Gen. Jim Mattis once insisted: “No war is over until the enemy says it’s over.” Regarding ISIS, we’ve done little to convince them their time is ended.
Alan DowdApril 5, 2016
President Obama lectured, “‘Never again’ is a challenge to defend the fundamental right of free people and free nations to exist in peace and security.” Perhaps “never mind” is more apt.
Alan DowdMarch 7, 2016
Terry Ascott’s solution for the Middle East tramples over one of the region’s most sacred cows: Redraw the map.
Jayson CasperMarch 4, 2016
The first of a five-part epistolary exchange between the actor Richard Dreyfuss and Providence associate editor Susannah Black exploring such issues as the potential of civics education to combat the appeal of groups like ISIS, the place of religion in public life, and the roots of the ideas of the American founding.
Susannah BlackFebruary 25, 2016
The Marrakesh Declaration is a good—albeit late—start. Political and religious leaders in the Middle East’s Muslim-majority nations have much ground to cover to protect religious minorities. Shiites are targeted in Sunni-majority nations, Sunnis in Shiite-majority nations, and Christians virtually everywhere in the Middle East.
Alan DowdFebruary 17, 2016
Vladimir Putin and the Russian Orthodox Church clearly have a close relationship, but their foreign policy in Syria is flawed.
Mark MeltonFebruary 10, 2016
Last month about 300 muftis, theologians, and scholars held a conference in Marrakesh, Morocco to address the problem of violence in Islamic states. The result is the Marrakesh Declaration, a 750-word document calling on Muslim countries to guarantee “full protection for the rights and liberties to all religious groups” and “confront all forms of religious bigotry.” Yet the crisis in modern Islam is that its leaders still steadfastly refuse to confront their violent past.
Joseph LoconteFebruary 5, 2016
At the Church of England’s General Synod last November, Archbishop of Canterbury Justin Welby delivered one of the most rousing calls to a truly Christian realistic approach to the civil war in Syria and the rise of Islamic radicalism in recent memory.
Daniel StrandFebruary 3, 2016
The Islamist political agenda cannot be accommodated. They do not want it to be.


- How to complete this task
In the data below, find every line with the word "Through" and copy it.

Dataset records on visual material
· · ·

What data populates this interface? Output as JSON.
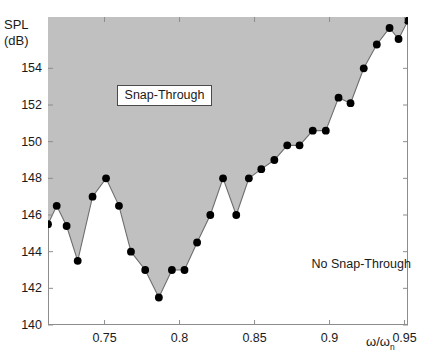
{
  "chart_data": {
    "type": "line",
    "title": "",
    "xlabel": "ω/ω",
    "xlabel_sub": "n",
    "ylabel_line1": "SPL",
    "ylabel_line2": "(dB)",
    "xlim": [
      0.7123,
      0.9523
    ],
    "ylim": [
      140,
      156.8
    ],
    "xticks": [
      0.75,
      0.8,
      0.85,
      0.9,
      0.95
    ],
    "xticklabels": [
      "0.75",
      "0.8",
      "0.85",
      "0.9",
      "0.95"
    ],
    "yticks": [
      140,
      142,
      144,
      146,
      148,
      150,
      152,
      154
    ],
    "yticklabels": [
      "140",
      "142",
      "144",
      "146",
      "148",
      "150",
      "152",
      "154"
    ],
    "grid": false,
    "legend_position": "none",
    "fill_color": "#c0c0c0",
    "line_color": "#6e6e6e",
    "marker_color": "#000000",
    "fill_above": true,
    "series": [
      {
        "name": "Snap-Through threshold",
        "x": [
          0.7123,
          0.7181,
          0.7247,
          0.7321,
          0.742,
          0.751,
          0.7596,
          0.7676,
          0.7771,
          0.7862,
          0.7949,
          0.8033,
          0.8117,
          0.8205,
          0.829,
          0.8378,
          0.8462,
          0.8545,
          0.8632,
          0.8718,
          0.88,
          0.8888,
          0.8975,
          0.906,
          0.914,
          0.9228,
          0.9315,
          0.94,
          0.946,
          0.9523
        ],
        "y": [
          145.5,
          146.5,
          145.4,
          143.5,
          147.0,
          148.0,
          146.5,
          144.0,
          143.0,
          141.5,
          143.0,
          143.0,
          144.5,
          146.0,
          148.0,
          146.0,
          148.0,
          148.5,
          149.0,
          149.8,
          149.8,
          150.6,
          150.6,
          152.4,
          152.1,
          154.0,
          155.3,
          156.2,
          155.6,
          156.6
        ]
      }
    ],
    "annotations": [
      {
        "text": "Snap-Through",
        "boxed": true,
        "x": 0.758,
        "y": 152.6
      },
      {
        "text": "No Snap-Through",
        "boxed": false,
        "x": 0.888,
        "y": 143.2
      }
    ]
  }
}
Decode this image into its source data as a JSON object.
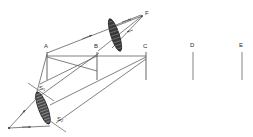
{
  "figure": {
    "type": "optical-ray-diagram",
    "background_color": "#ffffff",
    "line_color": "#4a4a4a",
    "label_color": "#2b2b2b",
    "lens_fill_color": "#3a3a3a"
  },
  "labels": {
    "A": "A",
    "B": "B",
    "C": "C",
    "D": "D",
    "E": "E",
    "F": "F",
    "S1": "S",
    "S1_sub": "1",
    "S2": "S",
    "S2_sub": "2"
  },
  "screens": [
    {
      "name": "A",
      "label": "A",
      "x": 47,
      "y_top": 52,
      "y_bottom": 80
    },
    {
      "name": "B",
      "label": "B",
      "x": 97,
      "y_top": 52,
      "y_bottom": 80
    },
    {
      "name": "C",
      "label": "C",
      "x": 146,
      "y_top": 52,
      "y_bottom": 80
    },
    {
      "name": "D",
      "label": "D",
      "x": 193,
      "y_top": 52,
      "y_bottom": 80
    },
    {
      "name": "E",
      "label": "E",
      "x": 242,
      "y_top": 52,
      "y_bottom": 80
    }
  ],
  "label_positions": {
    "A": {
      "x": 44,
      "y": 43
    },
    "B": {
      "x": 94,
      "y": 43
    },
    "C": {
      "x": 143,
      "y": 43
    },
    "D": {
      "x": 190,
      "y": 42
    },
    "E": {
      "x": 239,
      "y": 42
    },
    "F": {
      "x": 145,
      "y": 11
    },
    "S1": {
      "x": 40,
      "y": 86
    },
    "S2": {
      "x": 57,
      "y": 117
    }
  },
  "lenses": [
    {
      "name": "upper-lens",
      "cx": 115,
      "cy": 35,
      "half_length": 17,
      "half_width": 4.2,
      "angle_deg": 72,
      "hatch_count": 9
    },
    {
      "name": "lower-lens",
      "cx": 43,
      "cy": 108,
      "half_length": 17,
      "half_width": 4.6,
      "angle_deg": 70,
      "hatch_count": 11
    }
  ],
  "axis_lines": [
    {
      "name": "s1-axis",
      "x1": 30,
      "y1": 84,
      "x2": 53,
      "y2": 100
    },
    {
      "name": "s2-axis",
      "x1": 38,
      "y1": 115,
      "x2": 62,
      "y2": 131
    }
  ],
  "rays": [
    {
      "name": "ray-source-to-lens-upper",
      "x1": 9,
      "y1": 128,
      "x2": 34,
      "y2": 98,
      "arrow_at": 0.55
    },
    {
      "name": "ray-source-to-lens-lower",
      "x1": 9,
      "y1": 128,
      "x2": 48,
      "y2": 125,
      "arrow_at": 0.62
    },
    {
      "name": "ray-lens-to-A",
      "x1": 36,
      "y1": 99,
      "x2": 47,
      "y2": 54,
      "arrow_at": 0.0
    },
    {
      "name": "ray-lensTop-up-to-B",
      "x1": 37,
      "y1": 99,
      "x2": 100,
      "y2": 52,
      "arrow_at": 0.55
    },
    {
      "name": "ray-A-to-F",
      "x1": 47,
      "y1": 54,
      "x2": 143,
      "y2": 16,
      "arrow_at": 0.45
    },
    {
      "name": "ray-B-to-F",
      "x1": 99,
      "y1": 52,
      "x2": 143,
      "y2": 16,
      "arrow_at": 0.62
    },
    {
      "name": "ray-lensUpper-to-F",
      "x1": 118,
      "y1": 24,
      "x2": 141,
      "y2": 16,
      "arrow_at": 0.7
    },
    {
      "name": "ray-A-to-C",
      "x1": 47,
      "y1": 56,
      "x2": 146,
      "y2": 56,
      "arrow_at": 0.0
    },
    {
      "name": "ray-B-down-long",
      "x1": 97,
      "y1": 56,
      "x2": 48,
      "y2": 80,
      "arrow_at": 0.0
    },
    {
      "name": "ray-C-to-lens",
      "x1": 146,
      "y1": 58,
      "x2": 52,
      "y2": 110,
      "arrow_at": 0.0
    },
    {
      "name": "ray-lensbottom-to-C",
      "x1": 55,
      "y1": 122,
      "x2": 146,
      "y2": 60,
      "arrow_at": 0.0
    }
  ],
  "source_point": {
    "name": "source",
    "x": 9,
    "y": 128
  },
  "focus_point": {
    "name": "focus-F",
    "x": 143,
    "y": 16
  }
}
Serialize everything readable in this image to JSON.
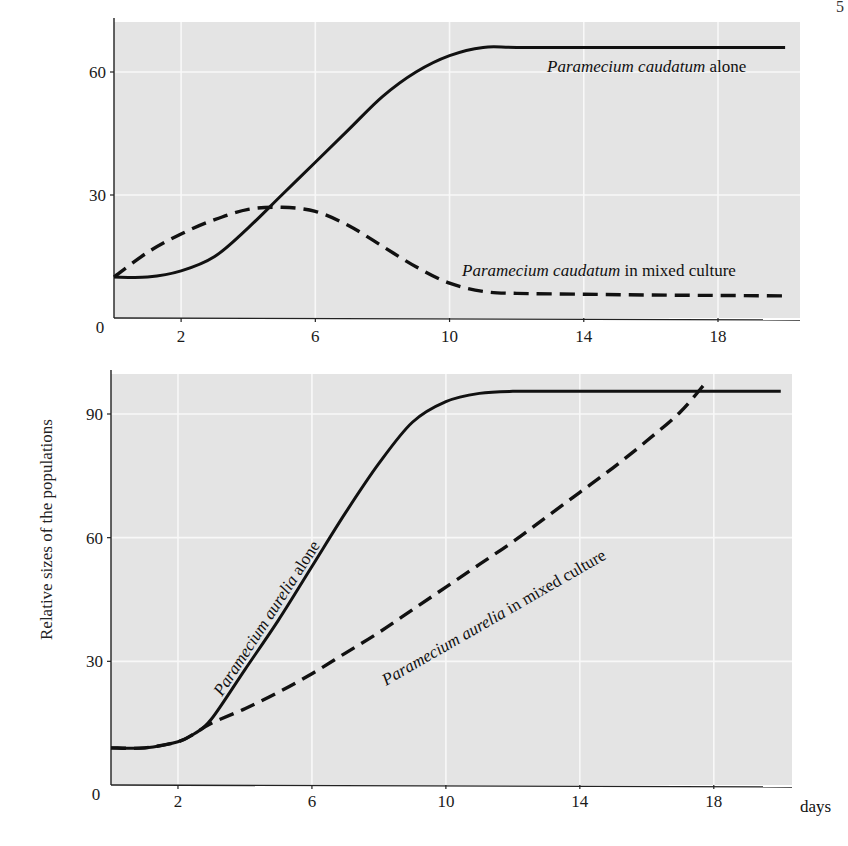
{
  "corner_mark": "5",
  "y_axis_label": "Relative sizes of the populations",
  "x_axis_unit": "days",
  "colors": {
    "plot_bg": "#e4e4e4",
    "grid": "#f8f8f8",
    "line": "#111111"
  },
  "chart_data": [
    {
      "type": "line",
      "panel": "top",
      "title": "",
      "xlabel": "days",
      "ylabel": "Relative sizes of the populations",
      "xlim": [
        0,
        20.5
      ],
      "ylim": [
        0,
        72
      ],
      "x_ticks": [
        2,
        6,
        10,
        14,
        18
      ],
      "x_tick_labels": [
        "2",
        "6",
        "10",
        "14",
        "18"
      ],
      "y_ticks": [
        0,
        30,
        60
      ],
      "y_tick_labels": [
        "0",
        "30",
        "60"
      ],
      "grid": true,
      "series": [
        {
          "name": "Paramecium caudatum alone",
          "style": "solid",
          "x": [
            0,
            1,
            2,
            3,
            4,
            5,
            6,
            7,
            8,
            9,
            10,
            11,
            12,
            14,
            16,
            18,
            20
          ],
          "values": [
            10,
            10,
            11.5,
            15,
            22,
            30,
            38,
            46,
            54,
            60,
            64,
            66,
            66,
            66,
            66,
            66,
            66
          ]
        },
        {
          "name": "Paramecium caudatum in mixed culture",
          "style": "dashed",
          "x": [
            0,
            1,
            2,
            3,
            4,
            5,
            6,
            7,
            8,
            9,
            10,
            11,
            12,
            14,
            16,
            18,
            20
          ],
          "values": [
            10,
            16,
            20.5,
            24,
            26.5,
            27,
            26,
            22.5,
            17.5,
            12.5,
            8.5,
            6.5,
            6,
            5.8,
            5.6,
            5.5,
            5.4
          ]
        }
      ],
      "annotations": [
        {
          "italic": "Paramecium caudatum",
          "roman": " alone"
        },
        {
          "italic": "Paramecium caudatum",
          "roman": " in mixed culture"
        }
      ]
    },
    {
      "type": "line",
      "panel": "bottom",
      "title": "",
      "xlabel": "days",
      "ylabel": "Relative sizes of the populations",
      "xlim": [
        0,
        20.5
      ],
      "ylim": [
        0,
        100
      ],
      "x_ticks": [
        2,
        6,
        10,
        14,
        18
      ],
      "x_tick_labels": [
        "2",
        "6",
        "10",
        "14",
        "18"
      ],
      "y_ticks": [
        0,
        30,
        60,
        90
      ],
      "y_tick_labels": [
        "0",
        "30",
        "60",
        "90"
      ],
      "grid": true,
      "series": [
        {
          "name": "Paramecium aurelia alone",
          "style": "solid",
          "x": [
            0,
            1,
            2,
            2.5,
            3,
            4,
            5,
            6,
            7,
            8,
            9,
            10,
            11,
            12,
            14,
            16,
            18,
            20
          ],
          "values": [
            9,
            9,
            10.5,
            12.5,
            16,
            28,
            40,
            53,
            66,
            78,
            88,
            93,
            95,
            95.5,
            95.5,
            95.5,
            95.5,
            95.5
          ]
        },
        {
          "name": "Paramecium aurelia in mixed culture",
          "style": "dashed",
          "x": [
            0,
            1,
            2,
            2.5,
            3,
            4,
            5,
            6,
            7,
            8,
            9,
            10,
            11,
            12,
            13,
            14,
            15,
            16,
            17,
            17.8
          ],
          "values": [
            9,
            9,
            10.5,
            12.5,
            15,
            18.5,
            22.5,
            27,
            32,
            37,
            42.5,
            48,
            53.5,
            59,
            65,
            71,
            77,
            83.5,
            90.5,
            98
          ]
        }
      ],
      "annotations": [
        {
          "italic": "Paramecium aurelia",
          "roman": " alone"
        },
        {
          "italic": "Paramecium aurelia",
          "roman": " in mixed culture"
        }
      ]
    }
  ]
}
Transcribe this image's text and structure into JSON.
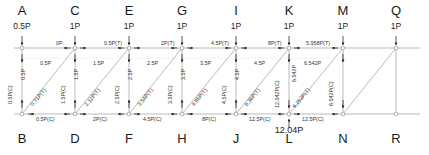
{
  "diagram": {
    "type": "truss-force-diagram",
    "panel_width": 53.5,
    "top_chord_y": 48,
    "bottom_chord_y": 114,
    "colors": {
      "member": "#9a9a9a",
      "text": "#2b2b2b",
      "arrow": "#222222"
    }
  },
  "top_nodes": [
    {
      "id": "A",
      "letter": "A",
      "load": "0.5P",
      "x": 22
    },
    {
      "id": "C",
      "letter": "C",
      "load": "1P",
      "x": 75
    },
    {
      "id": "E",
      "letter": "E",
      "load": "1P",
      "x": 129
    },
    {
      "id": "G",
      "letter": "G",
      "load": "1P",
      "x": 182
    },
    {
      "id": "I",
      "letter": "I",
      "load": "1P",
      "x": 236
    },
    {
      "id": "K",
      "letter": "K",
      "load": "1P",
      "x": 289
    },
    {
      "id": "M",
      "letter": "M",
      "load": "1P",
      "x": 343
    },
    {
      "id": "Q",
      "letter": "Q",
      "load": "1P",
      "x": 396
    }
  ],
  "bottom_nodes": [
    {
      "id": "B",
      "letter": "B",
      "x": 22
    },
    {
      "id": "D",
      "letter": "D",
      "x": 75
    },
    {
      "id": "F",
      "letter": "F",
      "x": 129
    },
    {
      "id": "H",
      "letter": "H",
      "x": 182
    },
    {
      "id": "J",
      "letter": "J",
      "x": 236
    },
    {
      "id": "L",
      "letter": "L",
      "x": 289
    },
    {
      "id": "N",
      "letter": "N",
      "x": 343
    },
    {
      "id": "R",
      "letter": "R",
      "x": 396
    }
  ],
  "top_chord_forces": [
    {
      "from": "A",
      "to": "C",
      "label": "0P",
      "x": 56,
      "y": 43
    },
    {
      "from": "C",
      "to": "E",
      "label": "0.5P(T)",
      "x": 107,
      "y": 43
    },
    {
      "from": "E",
      "to": "G",
      "label": "2P(T)",
      "x": 163,
      "y": 43
    },
    {
      "from": "G",
      "to": "I",
      "label": "4.5P(T)",
      "x": 213,
      "y": 43
    },
    {
      "from": "I",
      "to": "K",
      "label": "8P(T)",
      "x": 268,
      "y": 43
    },
    {
      "from": "K",
      "to": "M",
      "label": "5.958P(T)",
      "x": 313,
      "y": 43
    }
  ],
  "bottom_chord_forces": [
    {
      "from": "B",
      "to": "D",
      "label": "0.5P(C)",
      "x": 54,
      "y": 117
    },
    {
      "from": "D",
      "to": "F",
      "label": "2P(C)",
      "x": 110,
      "y": 117
    },
    {
      "from": "F",
      "to": "H",
      "label": "4.5P(C)",
      "x": 160,
      "y": 117
    },
    {
      "from": "H",
      "to": "J",
      "label": "8P(C)",
      "x": 216,
      "y": 117
    },
    {
      "from": "J",
      "to": "L",
      "label": "12.5P(C)",
      "x": 256,
      "y": 117
    },
    {
      "from": "L",
      "to": "N",
      "label": "12.5P(C)",
      "x": 310,
      "y": 117
    }
  ],
  "vertical_forces": [
    {
      "from": "A",
      "to": "B",
      "label": "0.5P(C)",
      "x": 11,
      "y": 103
    },
    {
      "from": "C",
      "to": "D",
      "label": "1.5P(C)",
      "x": 65,
      "y": 103
    },
    {
      "from": "E",
      "to": "F",
      "label": "2.5P(C)",
      "x": 118,
      "y": 103
    },
    {
      "from": "G",
      "to": "H",
      "label": "3.5P(C)",
      "x": 172,
      "y": 103
    },
    {
      "from": "I",
      "to": "J",
      "label": "4.5P(C)",
      "x": 225,
      "y": 103
    },
    {
      "from": "K",
      "to": "L",
      "label": "12.042P(C)",
      "x": 279,
      "y": 108
    },
    {
      "from": "M",
      "to": "N",
      "label": "6.542P(C)",
      "x": 333,
      "y": 105
    }
  ],
  "diagonal_forces": [
    {
      "from": "B",
      "to": "C",
      "label": "0.71P(T)",
      "x": 37,
      "y": 106
    },
    {
      "from": "D",
      "to": "E",
      "label": "2.12P(T)",
      "x": 90,
      "y": 106
    },
    {
      "from": "F",
      "to": "G",
      "label": "3.54P(T)",
      "x": 144,
      "y": 106
    },
    {
      "from": "H",
      "to": "I",
      "label": "4.95P(T)",
      "x": 197,
      "y": 106
    },
    {
      "from": "J",
      "to": "K",
      "label": "6.36P(T)",
      "x": 251,
      "y": 106
    },
    {
      "from": "L",
      "to": "M",
      "label": "9.252P(T)",
      "x": 298,
      "y": 106
    }
  ],
  "panel_dimensions": [
    {
      "label": "0.5P",
      "x": 45,
      "y": 63
    },
    {
      "label": "0.5P",
      "x": 26,
      "y": 66
    },
    {
      "label": "1.5P",
      "x": 98,
      "y": 63
    },
    {
      "label": "1.5P",
      "x": 79,
      "y": 66
    },
    {
      "label": "2.5P",
      "x": 152,
      "y": 63
    },
    {
      "label": "2.5P",
      "x": 133,
      "y": 66
    },
    {
      "label": "3.5P",
      "x": 205,
      "y": 63
    },
    {
      "label": "3.5P",
      "x": 186,
      "y": 66
    },
    {
      "label": "4.5P",
      "x": 259,
      "y": 63
    },
    {
      "label": "4.5P",
      "x": 240,
      "y": 66
    },
    {
      "label": "6.542P",
      "x": 310,
      "y": 63
    },
    {
      "label": "6.542P",
      "x": 297,
      "y": 66
    }
  ],
  "support_reaction": {
    "node": "L",
    "label": "12.04P",
    "x": 264,
    "y": 129
  }
}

· · ·

- Solution
        "name": "Snap-Through threshold",
        "text": "Snap-Through",
        "text": "No Snap-Through",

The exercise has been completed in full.